Unlike lists which support A+B option, sets also support A-B (A minus B) along with A+B (A union B)and A.intersection(B,C,D). super useful when you want to perform logical operations on the data.
OPTIONAL
IF you want speed when operations performed on head and tail of list, use python dequeue (double ended queue) in support of my claim here is the image. an image is thousand words.

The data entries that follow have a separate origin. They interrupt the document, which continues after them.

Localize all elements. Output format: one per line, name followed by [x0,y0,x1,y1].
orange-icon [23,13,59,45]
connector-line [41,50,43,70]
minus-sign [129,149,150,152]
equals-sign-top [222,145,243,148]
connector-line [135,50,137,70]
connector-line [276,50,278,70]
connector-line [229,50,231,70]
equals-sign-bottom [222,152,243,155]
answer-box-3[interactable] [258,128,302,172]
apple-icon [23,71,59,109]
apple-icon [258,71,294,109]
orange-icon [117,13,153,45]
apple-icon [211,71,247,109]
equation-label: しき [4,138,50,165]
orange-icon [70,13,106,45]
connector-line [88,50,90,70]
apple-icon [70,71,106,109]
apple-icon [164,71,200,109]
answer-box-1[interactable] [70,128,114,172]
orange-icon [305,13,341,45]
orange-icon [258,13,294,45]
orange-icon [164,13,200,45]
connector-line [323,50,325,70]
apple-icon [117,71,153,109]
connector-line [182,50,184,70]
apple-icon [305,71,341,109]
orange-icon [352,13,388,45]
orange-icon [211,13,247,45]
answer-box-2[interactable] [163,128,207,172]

Here's another alternative: why don't you shuffle the list first, and then start popping elements of it until no more elements remain? like this:
import random
x = [1,2,3,4,5,6]
random.shuffle(x)
while x:
p = x.pop()
# do your stuff with p
I know this is an old question, but just for documentation's sake:
If you (the person googling the same question) are doing what I think you are doing, which is selecting k number of items randomly from a list (where k<=len(yourlist)), but making sure each item is never selected more than one time (=sampling without replacement), you could use random.sample like #j-f-sebastian suggests. But without knowing more about the use case, I don't know if this is what you need.
One way to do it is:
x.remove(random.choice(x))
While not popping from the list, I encountered this question on Google while trying to get X random items from a list without duplicates. Here's what I eventually used:
items = [1, 2, 3, 4, 5]
items_needed = 2
from random import shuffle
shuffle(items)
for item in items[:items_needed]:
print(item)
This may be slightly inefficient as you're shuffling an entire list but only using a small portion of it, but I'm not an optimisation expert so I could be wrong.
This answer comes courtesy of #niklas-b:
"You probably want to use something like pypi.python.org/pypi/blist "
To quote the PYPI page:
...a list-like type with better asymptotic performance and similar
performance on small lists
The blist is a drop-in replacement for the Python list that provides
better performance when modifying large lists. The blist package also
provides sortedlist, sortedset, weaksortedlist, weaksortedset,
sorteddict, and btuple types.
One would assume lowered performance on the random access/random run end, as it is a "copy on write" data structure. This violates many use case assumptions on Python lists, so use it with care.
HOWEVER, if your main use case is to do something weird and unnatural with a list (as in the forced example given by #OP, or my Python 2.6 FIFO queue-with-pass-over issue), then this will fit the bill nicely.